Corbyn has reached out to his opponents in the party many times...for once, they need to reach out to him and stop trying to undermine him.
T_i_B
(14,737 posts)The trouble is that whilst Corbyn may well be a decent and honourable man, he just does not have the skills nessessary to run a major political party. And that's something that has managed to turn off a lot of people who were previously sympathetic to him, and remain sympathetic to much of his politics.
Donald Ian Rankin
(13,598 posts)Removing Corbyn is nothing to do with settling old scores, it's about trying to create a future for the Labour party.
This *has* to succeed - it's the only realistic chance at a Labour election victory in 2020, and 9 more years of Conservative government would be even harder to come back from than 4.
One of the arguments advanced by Corbyn's supporters when they elected him was that, while even many of the people voting for him thought he wouldn't win an election, they did at least think he'd provide effective opposition.
In general, the position of leader of the opposition is largely ceremonial - you get a megaphone, but no actual power. The one situation where that megaphone is really meaningful is a referendum, and Corbyn's use of it has been unmitigatedly appalling.
Given the narrowness of the lead, the unexpectedly high leave vote from Labour supporters, and how hard it would have been for a Labour leader to not be less ineffective than Corbyn, I think it's hard to argue that we probably wouldn't be staying in if Burnham or Cooper had won.
There may be another chance to fix the catastrophic mistake of entrusting the only chance we have to get a left-wing government in 2020 (or possibly even sooner) to Corbyn, but we can't rely on it - please, please, join the Labour party if you haven't already, and vote to elect an electable leader.
Ken Burch
(50,254 posts)That is the ONLY sort of leader the anti-Corbyn MPs(most of who are mainly driven by making sure that ordinary Labour members are kept totally powerless in terms of shaping Labour policies and strategy)would ever accept.
No leader the anti-Corbyn would support would lead a government anywhere close to "left wing" in its values.
Certainly not anyone like Chuka Umunna or Yvette Cooper.

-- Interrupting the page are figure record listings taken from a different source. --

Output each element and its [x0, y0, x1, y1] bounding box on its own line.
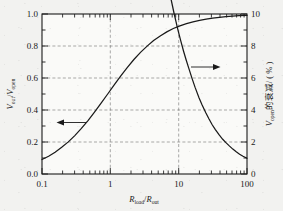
ytick-label-left-3: 0.6: [27, 73, 39, 83]
ytick-label-left-2: 0.4: [27, 105, 39, 115]
ytick-label-right-5: 10: [251, 9, 261, 19]
ytick-label-right-2: 4: [251, 105, 256, 115]
xtick-label-2: 10: [174, 179, 184, 189]
ytick-label-right-1: 2: [251, 137, 256, 147]
ytick-label-right-3: 6: [251, 73, 256, 83]
chart-svg: 0.0 0.2 0.4 0.6 0.8 1.0 0 2 4 6 8 10 0.1…: [0, 0, 283, 211]
xtick-label-1: 1: [108, 179, 113, 189]
ytick-label-left-1: 0.2: [27, 137, 38, 147]
ytick-label-right-4: 8: [251, 41, 256, 51]
left-axis-title-sub-2: open: [10, 78, 16, 89]
right-axis-title-unit: / ( % ): [264, 62, 274, 84]
ytick-label-right-0: 0: [251, 169, 256, 179]
xtick-label-0: 0.1: [36, 179, 47, 189]
ytick-label-left-0: 0.0: [27, 169, 39, 179]
right-axis-title-sub: open: [269, 110, 275, 121]
x-axis-title-sub-1: load: [134, 199, 144, 205]
xtick-label-3: 100: [240, 179, 254, 189]
right-axis-title-cjk: 的衰减: [264, 83, 274, 110]
chart-figure: 0.0 0.2 0.4 0.6 0.8 1.0 0 2 4 6 8 10 0.1…: [0, 0, 283, 211]
plot-area: [42, 14, 247, 174]
ytick-label-left-5: 1.0: [27, 9, 39, 19]
x-axis-title-sub-2: out: [152, 199, 160, 205]
ytick-label-left-4: 0.8: [27, 41, 39, 51]
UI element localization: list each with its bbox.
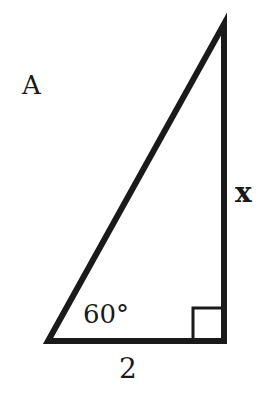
figure-label: A — [21, 70, 42, 100]
right-angle-marker — [193, 308, 224, 341]
angle-label: 60° — [83, 299, 129, 329]
diagram-canvas: A 60° 2 x — [0, 0, 272, 394]
right-triangle — [48, 24, 224, 341]
base-label: 2 — [119, 352, 137, 385]
side-label: x — [235, 176, 252, 209]
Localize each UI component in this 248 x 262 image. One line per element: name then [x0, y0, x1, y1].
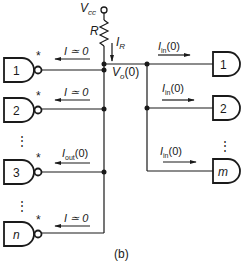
driver-n-current-label: I ≃ 0: [64, 212, 89, 224]
resistor-icon: [100, 20, 108, 46]
svg-text:*: *: [36, 89, 41, 103]
driver-gate-3: 3 *: [4, 151, 42, 184]
svg-text:⋮: ⋮: [16, 134, 28, 148]
load-1-current-label: Iin(0): [158, 40, 180, 54]
load-gate-m: m: [213, 159, 240, 183]
driver-gate-1: 1 *: [4, 49, 42, 82]
svg-text:*: *: [36, 151, 41, 165]
load-gate-1: 1: [213, 52, 240, 76]
svg-text:2: 2: [220, 102, 227, 116]
svg-text:⋮: ⋮: [16, 199, 28, 213]
svg-text:2: 2: [13, 104, 20, 118]
svg-text:m: m: [218, 165, 228, 179]
driver-1-current-label: I ≃ 0: [64, 45, 89, 57]
load-2-current-label: Iin(0): [162, 82, 184, 96]
svg-text:1: 1: [220, 58, 227, 72]
vcc-supply: Vcc: [80, 1, 107, 17]
svg-text:*: *: [36, 213, 41, 227]
load-gate-2: 2: [213, 96, 240, 120]
driver-gate-n: n *: [4, 213, 42, 246]
svg-text:⋮: ⋮: [219, 139, 231, 153]
open-collector-wired-and-diagram: Vcc R IR Vo(0) 1 * I ≃ 0 2 * I ≃ 0 ⋮: [0, 0, 248, 262]
vo-label: Vo(0): [112, 65, 139, 81]
driver-gate-2: 2 *: [4, 89, 42, 122]
svg-text:1: 1: [13, 64, 20, 78]
vcc-label: Vcc: [80, 1, 96, 17]
svg-text:*: *: [36, 49, 41, 63]
driver-3-current-label: Iout(0): [62, 147, 88, 161]
ir-label: IR: [116, 35, 125, 51]
svg-text:n: n: [13, 228, 20, 242]
figure-caption: (b): [114, 247, 129, 261]
driver-2-current-label: I ≃ 0: [64, 86, 89, 98]
svg-text:3: 3: [13, 166, 20, 180]
resistor-label: R: [90, 24, 99, 38]
load-m-current-label: Iin(0): [160, 145, 182, 159]
vcc-terminal-icon: [101, 7, 107, 13]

The MPs who want him out want the party to accept the budget charter and the benefits cap, continued membership in the now-obsolete NATO alliance(there is no reason anymore for European security to be based any longer on eternal, unquestioning acceptance of a massive American nuclear stockpile on European soil over which no one outside of Washington D.C. has any say)perpetual and doomed-to-be-pointless bombing of Syria(bombing that we already know can never do anything to help protect the Syrian people from Assad or ISIS), continued acceptance of Thatcher's anti-worker laws, and a continued lack of internal party democracy within Labour.

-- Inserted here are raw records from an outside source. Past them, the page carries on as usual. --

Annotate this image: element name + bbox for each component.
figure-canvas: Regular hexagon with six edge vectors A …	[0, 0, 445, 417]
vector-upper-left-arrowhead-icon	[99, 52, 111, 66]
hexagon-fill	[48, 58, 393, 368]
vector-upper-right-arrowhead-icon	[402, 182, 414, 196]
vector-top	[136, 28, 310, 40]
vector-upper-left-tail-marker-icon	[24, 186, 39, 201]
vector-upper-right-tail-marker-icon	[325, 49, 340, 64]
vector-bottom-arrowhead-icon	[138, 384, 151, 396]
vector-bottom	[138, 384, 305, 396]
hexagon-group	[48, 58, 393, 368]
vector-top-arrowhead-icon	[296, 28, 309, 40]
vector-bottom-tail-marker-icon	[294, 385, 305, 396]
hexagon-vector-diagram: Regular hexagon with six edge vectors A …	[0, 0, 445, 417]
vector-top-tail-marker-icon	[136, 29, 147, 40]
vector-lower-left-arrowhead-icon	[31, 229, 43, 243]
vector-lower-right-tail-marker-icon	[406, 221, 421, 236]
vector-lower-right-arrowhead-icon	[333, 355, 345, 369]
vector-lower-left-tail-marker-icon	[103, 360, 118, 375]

Nothing left-wing can be done by a Labour Party that puts all of those constraints on itself. Not much of anything at all can be done that is in any way distinguishable from a Tory government.
Anything still permissible after agreeing to all of the above is too trivial to do anyone any good.

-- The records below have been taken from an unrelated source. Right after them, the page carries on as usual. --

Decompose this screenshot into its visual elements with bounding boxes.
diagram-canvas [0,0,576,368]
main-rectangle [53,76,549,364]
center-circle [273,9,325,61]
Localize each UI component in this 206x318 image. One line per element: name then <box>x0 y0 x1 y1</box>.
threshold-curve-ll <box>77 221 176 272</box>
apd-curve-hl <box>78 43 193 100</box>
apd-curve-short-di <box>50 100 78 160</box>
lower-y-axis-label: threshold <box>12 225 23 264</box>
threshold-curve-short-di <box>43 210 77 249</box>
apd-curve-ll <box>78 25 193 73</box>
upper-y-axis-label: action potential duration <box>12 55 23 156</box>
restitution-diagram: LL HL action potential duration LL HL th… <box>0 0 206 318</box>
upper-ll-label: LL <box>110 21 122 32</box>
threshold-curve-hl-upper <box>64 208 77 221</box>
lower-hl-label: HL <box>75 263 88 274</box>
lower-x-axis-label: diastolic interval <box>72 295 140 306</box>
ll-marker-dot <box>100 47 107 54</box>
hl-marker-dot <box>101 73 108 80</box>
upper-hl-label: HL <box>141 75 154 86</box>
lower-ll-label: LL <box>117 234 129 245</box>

Another Blairite government is doomed to be a failed and right-wing government...yet that is the only kind of "Labour" program the anti-Corbynites would ever allow.
Why bring back yesterday's women and yesterday's men?
It's time to get permanently shut of both the Third Way and the Euston Station Manifesto.
What Labour actually needs is a serious reinvestment strategy to reindustrialize the North...and yes, that will probably have to involve something like nationalization and the encouragement of worker cooperatives, since nobody who believes in "market values" gives a damn about the North or about anyone who isn't a software billionaire.
chapdrum
(930 posts)"There's nothing like using a crisis to settle old scores, is there?"
Glad to see Cameron leave, but assume someone as or more odious will replace him.